I may simply not be accustomed to American comics, but I really wanted to give this a try because I love the accompanying Dimension 20 campaign set in the same universe. All I can say is - you really don’t need this source material to enjoy that show, and probably watching that first will help you understand this collection a bit better, rather than the other way around.
Profile Image for Max Rizzuto.
23 reviews
August 5, 2023
what an unbelievably fun, hijinksy, well written book! so much more fun since i’m watching a starstruck odyssey (the d&d campaign on dimension 20 run by Elaine Lee’s (who wrote starstruck) son, Brennan Lee Mulligan! what a family!). god i love this book
Profile Image for Petra.
39 reviews2 followers
June 30, 2025
"It's a tough galaxy but somebody's gotta live in it. It might as well be YOU!"

I can tell already that Starstruck is going to grow on me the more I think about it and on a reread. The world that Lee and Kaluta depict is so endlessly creative and interesting. Set one hundred and fifty years after the collapse of a galactic empire, Starstruck doesn't go the Star Wars route and just say that everything was good afterwards; instead the galaxy has entered AnarchEra, a period of chaos as almost everyone fights and schemes over who will be in charge next.
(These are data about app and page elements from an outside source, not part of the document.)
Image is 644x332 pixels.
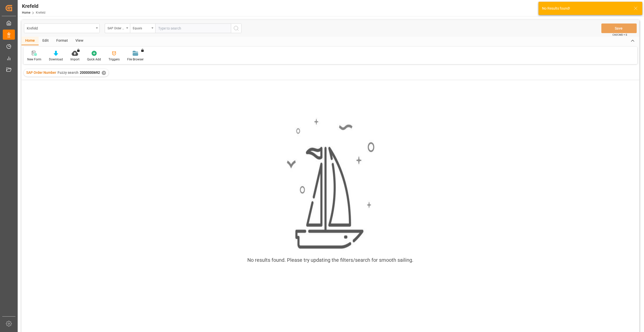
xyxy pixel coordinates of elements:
[27,25,94,31] div: Krefeld
[87,57,101,62] div: Quick Add
[21,37,38,45] div: Home
[133,25,150,30] div: Equals
[602,24,637,33] button: Save
[286,117,375,250] img: smooth_sailing.jpeg
[247,256,414,263] div: No results found. Please try updating the filters/search for smooth sailing.
[542,6,629,11] div: No Results found!
[24,24,100,33] button: open menu
[108,25,125,30] div: SAP Order Number
[22,2,46,10] div: Krefeld
[27,70,56,75] span: SAP Order Number
[38,37,52,45] div: Edit
[22,11,30,15] a: Home
[105,24,130,33] button: open menu
[108,57,120,62] div: Triggers
[52,37,72,45] div: Format
[58,70,78,75] span: Fuzzy search
[613,32,627,37] span: Ctrl/CMD + S
[231,24,242,33] button: search button
[27,57,41,62] div: New Form
[49,57,63,62] div: Download
[80,70,100,75] span: 2000000692
[102,71,106,75] div: ✕
[72,37,87,45] div: View
[130,24,155,33] button: open menu
[155,24,231,33] input: Type to search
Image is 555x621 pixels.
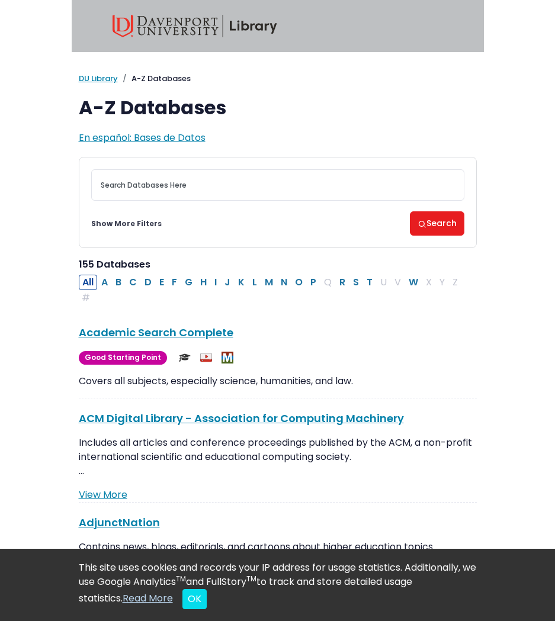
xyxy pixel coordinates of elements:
button: Filter Results J [221,275,234,290]
div: This site uses cookies and records your IP address for usage statistics. Additionally, we use Goo... [79,561,476,609]
button: Filter Results S [349,275,362,290]
p: Includes all articles and conference proceedings published by the ACM, a non-profit international... [79,436,476,478]
button: Filter Results I [211,275,220,290]
button: Filter Results K [234,275,248,290]
a: ACM Digital Library - Association for Computing Machinery [79,411,404,426]
img: Audio & Video [200,352,212,363]
a: AdjunctNation [79,515,160,530]
button: Filter Results E [156,275,168,290]
img: MeL (Michigan electronic Library) [221,352,233,363]
button: Filter Results H [197,275,210,290]
li: A-Z Databases [118,73,191,85]
a: Show More Filters [91,218,162,229]
button: Filter Results D [141,275,155,290]
p: Covers all subjects, especially science, humanities, and law. [79,374,476,388]
span: Good Starting Point [79,351,167,365]
div: Alpha-list to filter by first letter of database name [79,275,462,304]
img: Scholarly or Peer Reviewed [179,352,191,363]
a: En español: Bases de Datos [79,131,205,144]
button: All [79,275,97,290]
a: DU Library [79,73,118,84]
button: Filter Results N [277,275,291,290]
button: Filter Results P [307,275,320,290]
h1: A-Z Databases [79,96,476,119]
button: Close [182,589,207,609]
sup: TM [176,574,186,584]
p: Contains news, blogs, editorials, and cartoons about higher education topics. [79,540,476,554]
nav: breadcrumb [79,73,476,85]
input: Search database by title or keyword [91,169,464,201]
img: Davenport University Library [112,15,277,37]
button: Filter Results T [363,275,376,290]
a: Academic Search Complete [79,325,233,340]
button: Filter Results A [98,275,111,290]
button: Filter Results C [125,275,140,290]
button: Filter Results O [291,275,306,290]
span: 155 Databases [79,257,150,271]
a: View More [79,488,127,501]
button: Search [410,211,464,236]
button: Filter Results B [112,275,125,290]
button: Filter Results G [181,275,196,290]
button: Filter Results R [336,275,349,290]
button: Filter Results W [405,275,421,290]
button: Filter Results F [168,275,181,290]
a: Read More [123,591,173,605]
button: Filter Results M [261,275,276,290]
sup: TM [246,574,256,584]
button: Filter Results L [249,275,260,290]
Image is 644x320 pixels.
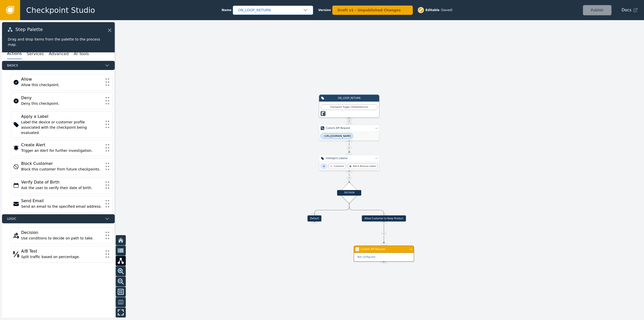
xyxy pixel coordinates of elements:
span: Checkpoint Studio [26,5,95,16]
span: Step Palette [16,27,43,32]
div: Send Email [21,198,102,204]
button: Advanced [49,49,69,59]
div: ON_LOOP_RETURN [238,8,303,13]
div: ON_LOOP_RETURN [326,97,373,100]
div: Ask the user to verify their date of birth. [21,185,102,191]
span: [URL][DOMAIN_NAME] [325,134,351,138]
div: Allow Customer to Keep Product [362,215,406,221]
div: Block this customer from future checkpoints. [21,167,102,172]
span: Logic [7,216,103,221]
div: Block Customer [21,160,102,167]
button: ON_LOOP_RETURN [233,5,313,15]
div: Add & Remove Labels [353,165,376,168]
div: Drag and drop items from the palette to the process map. [8,37,109,47]
button: Actions [7,49,22,59]
span: Editable [426,8,440,12]
div: DECISION [337,190,361,195]
div: Trigger an Alert for further investigation. [21,148,102,153]
span: Not configured [357,255,375,259]
div: Custom API Request [361,247,407,251]
button: Draft v1 - Unpublished Changes [332,5,413,15]
div: Intelligent Labeler [326,157,373,160]
div: Default [307,215,321,221]
div: Split traffic based on percentage. [21,254,102,260]
span: Basics [7,63,103,68]
span: Name [222,8,231,12]
div: Verify Date of Birth [21,179,102,185]
div: Apply a Label [21,113,102,120]
button: Services [27,49,44,59]
a: Docs [622,7,638,13]
div: Create Alert [21,142,102,148]
span: Docs [622,7,631,13]
button: AI Tools [74,49,89,59]
div: Decision [21,230,102,236]
div: A/B Test [21,248,102,254]
div: Deny this checkpoint. [21,101,102,106]
div: Draft v1 - Unpublished Changes [338,8,403,13]
div: ( Saved ) [441,8,453,12]
div: Allow this checkpoint. [21,82,102,88]
div: Send an email to the specified email address. [21,204,102,209]
div: Checkpoint Trigger ( 1 Global Service ) [322,105,376,109]
div: Use conditions to decide on path to take. [21,236,102,241]
div: Customer [334,165,344,168]
span: Version [318,8,331,12]
div: Label the device or customer profile associated with the checkpoint being evaluated. [21,120,102,135]
div: Custom API Request [326,126,373,130]
div: Deny [21,95,102,101]
div: Allow [21,76,102,82]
The Bajar family, the wealthy scions of the Dread Dictator who still control slices of the galaxy through their corporations Crown & Sceptre and UFTP, the descendants of legendary revolutionary Molly Medea, the Cosmic Veil (Cloistered Order of the Goddess Uncaring), all of these interesting characters and factions are setting their own plans into motion and our protagonists Galatia 9 and Brucilla the Muscle are just sort of stuck in the middle.

Something I love about the world is how much art plays a heavy part in it. Reading this and reflecting on it a bit made me realise that art is almost forgotten about in most pieces of science fiction, so I think it's really interesting how through both mundane things like Galatia 9's amateur poetry and Ronnie Lee Ellis' sci-fi novels and weirder things like the Guernican Art Squad (the most dangerous performance art troupe in the galaxy!), art plays as big a role in AnarchEra as it does in the real world.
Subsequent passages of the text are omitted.